A Guide To Autumn & Winter Pond Care
6th October 2021
Invasive Aquatic Plants To Avoid
22nd October 2021When designing the ecosystem for your garden pond, you may want to consider not just the appearance of the plants, but also how they will interact with the other organisms in the aquatic environment.
For instance, of all the water plants in the UK, few may have a more profound impact on some of the living things they encounter than bladderwort; this is because it may very well eat them.
Bladderworts are part of a broad array of those most fascinating of flora; carnivorous plants. While nothing has yet been discovered that matches the kind of sci-fi horrors associated with John Wyndham’s triffids – unless it was only discovered very briefly before its finders were devoured – the world is full of these amazing plants.
Some of these are from hotter countries, such as the Venus fly trap and many pitcher plants, and they need to be kept indoors as they could never survive the British winter. But others, including bladderworts, some pitchers and sundews, can and do grow in temperate climates like our own.
Wild bladderworts are now very rare in England, but they are a classic pond plant. They produce attractive yellow flowers similar to snapdragons, making them an attractive addition to the vicinity. Under the surface, however, they capture and devour small insects, using a vacuum-based water trap that prey such as water fleas can trigger.
Because of their small size and the rapid speed at which they catch their prey, bladderworts do not put on the visually fascinating spectacle put on by the Venus fly trap, which also works on a trigger hair system.
However, there are a number of other plants that can be added around the boggy edges of a pond or in a small boggy island in it, such as sundews and pitcher plants. They will be perfectly suited to this environment provided the soil is slightly acidic, much in the manner of mossland across the UK.
All these will attract and eat insects, but fear not, they will not do so in such quantity that they starve any other pond life you have that feed on the same prey, such as amphibians. Occasionally, however, it should be noted amphibians can themselves be eaten by carnivorous plants.
Sundews will particularly add colour, not through flowering but through the glistening array of sticky red tentacles that lure hungry insects to their doom.
A key point that should be made about the soil such plants exist in, however, is that this differs from the kinds other plants may thrive in. After all, it is the lack of nutrients available in the soil that make it necessary for them to supplement their diet by turning carnivorous. Bog plants will, however, be absolutely fine, as they have other means of maximising the thin gruel such soil represents.
What this does mean is that if you have boggy bits around your pond, some plants will still thrive. But others will need the help of more nutrient-rich soil. Doing this might mean you can have some very different arrays of plant species on either side of the pond.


Work to complete — Copy each line from the data that has the word "axis" in it.

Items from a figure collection
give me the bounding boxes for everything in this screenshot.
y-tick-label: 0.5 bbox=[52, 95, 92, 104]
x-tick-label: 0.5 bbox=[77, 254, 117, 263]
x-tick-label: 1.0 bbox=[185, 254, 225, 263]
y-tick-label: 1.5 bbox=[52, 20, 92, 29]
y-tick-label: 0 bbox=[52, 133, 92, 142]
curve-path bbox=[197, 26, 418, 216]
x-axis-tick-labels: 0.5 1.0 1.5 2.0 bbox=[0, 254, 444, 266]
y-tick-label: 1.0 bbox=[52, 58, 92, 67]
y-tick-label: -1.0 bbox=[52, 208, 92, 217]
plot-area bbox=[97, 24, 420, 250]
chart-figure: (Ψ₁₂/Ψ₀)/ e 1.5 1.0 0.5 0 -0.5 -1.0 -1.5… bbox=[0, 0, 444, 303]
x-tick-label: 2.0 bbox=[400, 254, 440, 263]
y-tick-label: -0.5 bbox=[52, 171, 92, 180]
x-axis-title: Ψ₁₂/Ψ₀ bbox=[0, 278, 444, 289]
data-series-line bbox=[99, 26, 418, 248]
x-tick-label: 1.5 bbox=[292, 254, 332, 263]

Response to this task —
x-axis-tick-labels: 0.5 1.0 1.5 2.0 bbox=[0, 254, 444, 266]
x-axis-title: Ψ₁₂/Ψ₀ bbox=[0, 278, 444, 289]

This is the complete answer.